While full of useful advice on a whole host mountain critters, from bears to beavers, Hawk found himself short on advice to give to a WNC resident with an armadillo problem. He ended up borrowing species-specific information from the extension service in Alabama and sending it to Newton by mail.

“It’s the first I’ve heard of it,” Hawk said, but didn’t expect it to be the last. “They like protection and cover, water, and loose soil to rummage for food. WNC has all of that.”

Wildlife experts estimate that it will take another 10 to 20 years before the species is seen regularly in the area, though it is suspected that a breeding population already exists.

They could one day become prolific on the North Carolina landscape. The state already has them lumped in with the unprotected “exotic species” status given to coyotes for the purposes of unlimited hunting and trapping, although armadillos are notorious for avoiding man-made traps.

They are also well-equipped for the mountains as versatile scavengers with few real predators. Once balled up, their protective shell make them difficult for any coyote, fox or bobcat to get at. They can also swim by ballooning their bellies with air and are quick to evade capture.

The only real deterrent to armadillos becoming established in WNC will most likely be the weather. The animals can’t endure prolonged cold and frozen soil makes scavenging for grubs nearly impossible.

“A cold winter here may knock them back a bit,” Hawk said. “But that’s one of few things.”

So while Newton may be able to get rid of the first round of armadillos in her backyard, the ones already in WNC may be multiplying and many more are poring across the border headed north.

Besides the oddity of picturing the Appalachians overrun with armored prehistoric-looking creatures, the armadillos may bring new possibilities for local crafters, musicians or cooks. Their shells have used to make hats, lutes and other string instruments and their meat is said to have the texture and taste of fine grain pork.

Undoubtedly, they will be another WNC roadside staple like opossums.
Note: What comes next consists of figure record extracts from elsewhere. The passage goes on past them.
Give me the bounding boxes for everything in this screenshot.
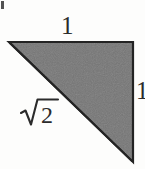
geometry-figure: 1 2 1 bbox=[0, 0, 145, 169]
side-label-right: 1 bbox=[136, 78, 145, 103]
radical-expression: 2 bbox=[20, 96, 60, 127]
radicand-value: 2 bbox=[41, 102, 53, 127]
side-label-top: 1 bbox=[61, 13, 74, 38]
side-label-hypotenuse: 2 bbox=[20, 96, 60, 131]
square-root-icon: 2 bbox=[20, 96, 60, 127]
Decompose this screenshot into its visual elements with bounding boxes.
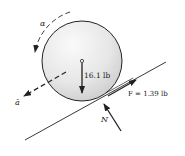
alpha-label: α — [40, 19, 46, 28]
free-body-diagram: α 16.1 lb ā F = 1.39 lb N — [0, 0, 185, 156]
normal-label: N — [100, 115, 109, 124]
center-pin — [80, 59, 83, 62]
weight-label: 16.1 lb — [84, 71, 110, 80]
friction-label: F = 1.39 lb — [128, 90, 168, 98]
acceleration-label: ā — [15, 98, 20, 107]
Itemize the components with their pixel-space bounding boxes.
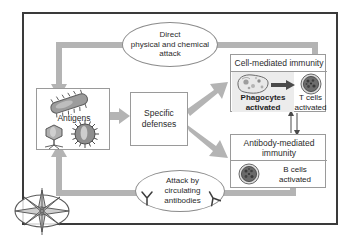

They already have the nickname “opossum on the half shell.” (Along with the Texas turkey, armored pig and, as the ancient Aztecs called them, rabbit-turtles.)

Like opossums, and the species’ unfortunate tendency to stare at approaching headlights, armadillos are equally ill-equipped to thwart the threat of oncoming traffic.

Of their three reactions to danger — rolling into a ball, springing into the air and digging into the ground — each one tends to get them killed on the blacktop with cars rushing by.

“The poor armadillos,” said Olfenbuttel. “They didn’t adapt to our cars in their evolution to avoid danger.”

That’s one reason why armadillo road kill is still more common in North Carolina than live sightings. Apart from Swain, Jackson, Macon and Haywood counties, there have also been road kill armadillos confirmed in Henderson, Cherokee, Catawba and Cleveland counties.

But that all could be changing soon.

“Scattered reports have slowly started to increase over the past two to three years,” Olfenbuttel said. “We know once they establish themselves they probably will expand rapidly.”

Have you seen an armadillo? Call the N.C. Wildlife Commission to report it.